What starts with a bathtub ends with the sea in Corsage, the latest from Austrian filmmaker Marie Kreutzer. Is it breathing techniques Empress Elisabeth of Austria is practising in the film’s opening scene, making her maids count how long she can spend under her bath water, or a dalliance with death? Is she looking for a way to end her life, or to save it?
Kreutzer’s costume-drama is a stunningly invigorating take on the period piece, a vibrant film that rejects the staid conformity of the genre and finds its intimate angles. Ostensibly a film about a royal woman in crisis, not dissimilar to the recent Spencer or Sofia Coppola’s Marie Antoinette, Corsage revels in the personality and conviction of Empress Elisabeth (played with wit and verve by the brilliant Vicky Krieps).
Nearing her 40th birthday, the Austrian monarch is well aware of how the public will look upon her as an older woman. She must both entertain and dismiss this – when she faints at a royal engagement there is an assumption that her expertly tightened corset (demanded by herself) must have cut off her oxygen supply, but a swiftly followed scene depicts her teaching her cousin how she mastered faking the collapse.

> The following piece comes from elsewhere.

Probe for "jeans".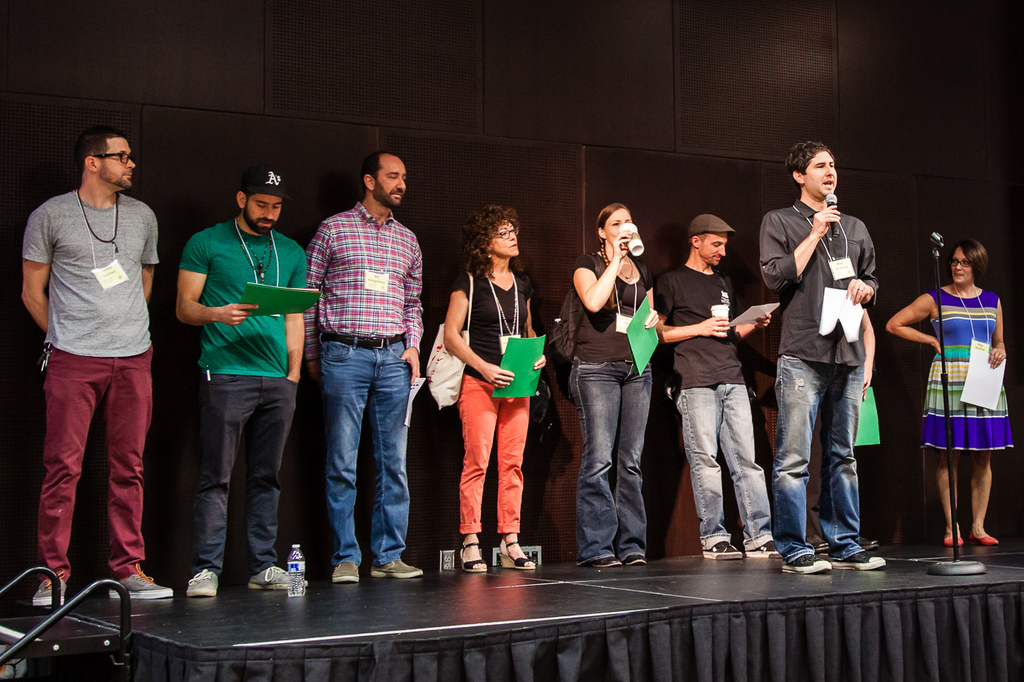
Probe result: {"x1": 769, "y1": 341, "x2": 867, "y2": 557}.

Elisabeth toys with avoidance tactics and schemes to get herself out of the daily royal performance she is expected to endure. On a quest for personal freedom, she travels to England and Bavaria where former lovers once taught her to ride horses and embrace her liberty. She poses for portraits dressed in ball gowns with white fur trim and red jewels, smoking lilac Sobranies – a vision in kitsch. Cinematographer Judith Kaufmann’s camera is rarely static, speaking to Elisabeth’s desire to roam, while the rich grain of 35mm adds a satisfying and beautiful texture to the film.
There is an intriguing sense of interior geography inside the palace that represents Elisabeth’s home and prison. In between the lavishly decorated bedrooms and dining halls are blank and bare hallways that look as though they are made from concrete. Servants linger here, waiting for commands, but the director’s choice to frequently return to these spaces gives them as much value as anywhere else. They become a sort of backstage, the link between the theatres of Elisabeth’s life in which she performs day in, day out.

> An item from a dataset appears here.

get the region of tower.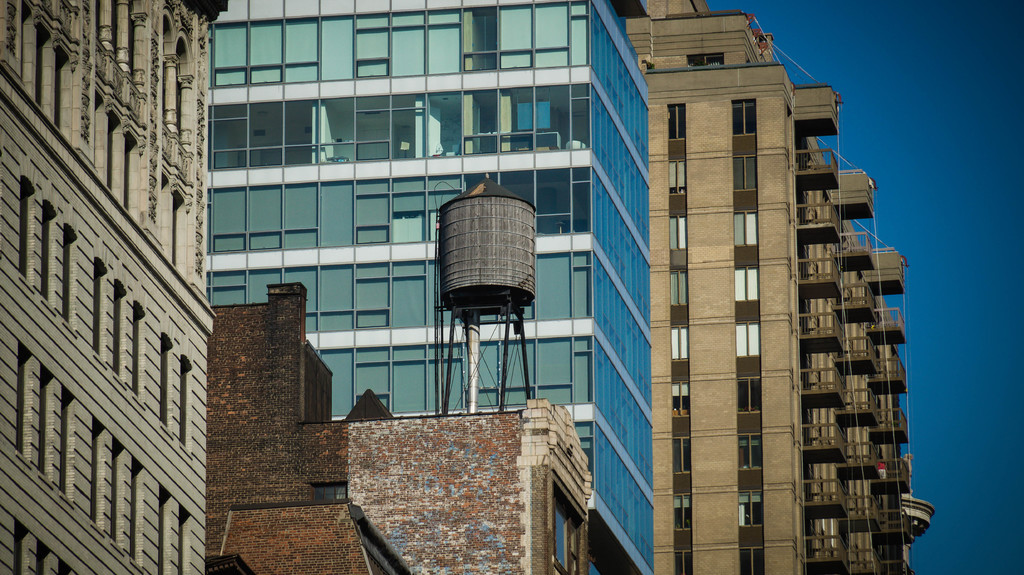
<region>614, 3, 923, 574</region>.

While markedly different from Kreutzer’s previous film, the excellent subdued psychological thriller The Ground Beneath My Feet, Corsage is another example of the director’s knack for astute depictions of women unravelling, searching for a sense of self. There is a darkness to the narrative – nods to child loss and Elisabeth’s mental decline – but there is a playfulness, too, which creates space for levity and release as she plots her most cunning trick yet: how can she completely disappear while still maintaining a public persona?
With her troupe of ladies-in-waiting by her side, the Empress relaxes into a specifically feminine sphere of loyalty and support that guides her forward. Kreutzer crafts an elegant portrait that grants this historical figure a new lease of agency and autonomy.